A Return to Tradition

Xue Sheng

All weight is underside
Something curious is happening in the wide world of faith, something that defies easy explanation or quantification. More substantial than a trend but less organized than a movement, it has to do more with how people practice their religion than with what they believe, though people caught up in this change often find that their beliefs are influenced, if not subtly altered, by the changes in their practice.

http://www.usnews.com/articles/news/national/2007/12/13/a-return-to-tradition.html?s_cid=et-1217
 
The move to have mass performed in a language other than Latin was an attempt to make the God more accessible to the common people. I, however, believe that it seriously affected the mystic nature of the mass. To use the terms coined by Durkheim, it moved the ceremony out of the sacred and into the mundane. As a result it began to lose its power as a transportational medium. people are rediscovering that power now thanks to the Pontiff's edict.

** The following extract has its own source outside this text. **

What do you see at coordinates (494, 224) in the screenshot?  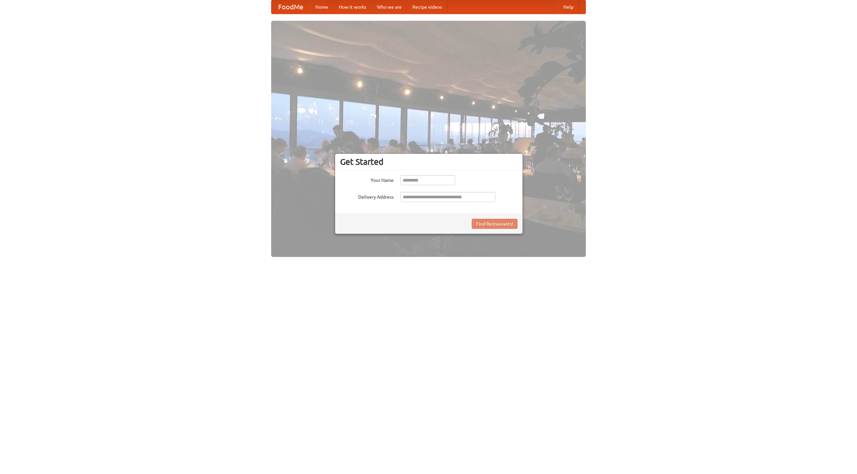 I see `button: Find Restaurants!` at bounding box center [494, 224].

Of course, this also raises the question of whether the ceremony has become more important than the message. It is often taken as a sign of decadence when the performance of the ceremony is the important thing and what is being transmitted is secondary. It was something like this that Charlemagne was working against when he had masses said in French rather than Latin - the ceremony losing contact with the word of God.
 
The move to have mass performed in a language other than Latin was an attempt to make the God more accessible to the common people. I, however, believe that it seriously affected the mystic nature of the mass. To use the terms coined by Durkheim, it moved the ceremony out of the sacred and into the mundane. As a result it began to lose its power as a transportational medium. people are rediscovering that power now thanks to the Pontiff's edict.

Of course, this also raises the question of whether the ceremony has become more important than the message. It is often taken as a sign of decadence when the performance of the ceremony is the important thing and what is being transmitted is secondary. It was something like this that Charlemagne was working against when he had masses said in French rather than Latin - the ceremony losing contact with the word of God.

Good point, I do believe in many cases, particularly in Western Religion that the ceremony has become more important than the message.

I am however wondering if the return to tradition is not based in an overall feeling of helplessness or hopelessness in society due to the current situations though out the world such as War in the Middle East, Terrorism and lack of faith in the US political system.
 
Yes, the traditional values of the Catholic Church anyway were, "We're the top of the pile and we take no **** from anyone." The development of personal relationships with God seriously changed the nature of Christianity. It gave the religion as a whole a weaker profile I guess. Perhaps people are looking for the seeming strength of the past in this move toward traditionalism.

What could be better than bringing back the Church of the 11th and 12th centuries? Then we could happily invade the Holy Land again to rescue Jewish places a Jewish man (you know, JC) visited from the ... Jews. Oh yeah, and the Muslims, who don't live there anymore.

Better yet, we could counter Jihads with Crusades. Real crusades,authorised by the Pope, not these fake ones that Al Kaeda claim have been launched against the Muslim peoples of the Middle East.
 
The middle east still has not gotten over the Crusades so that would likely not surprise anyone there at all, but it is a good point I had not considered.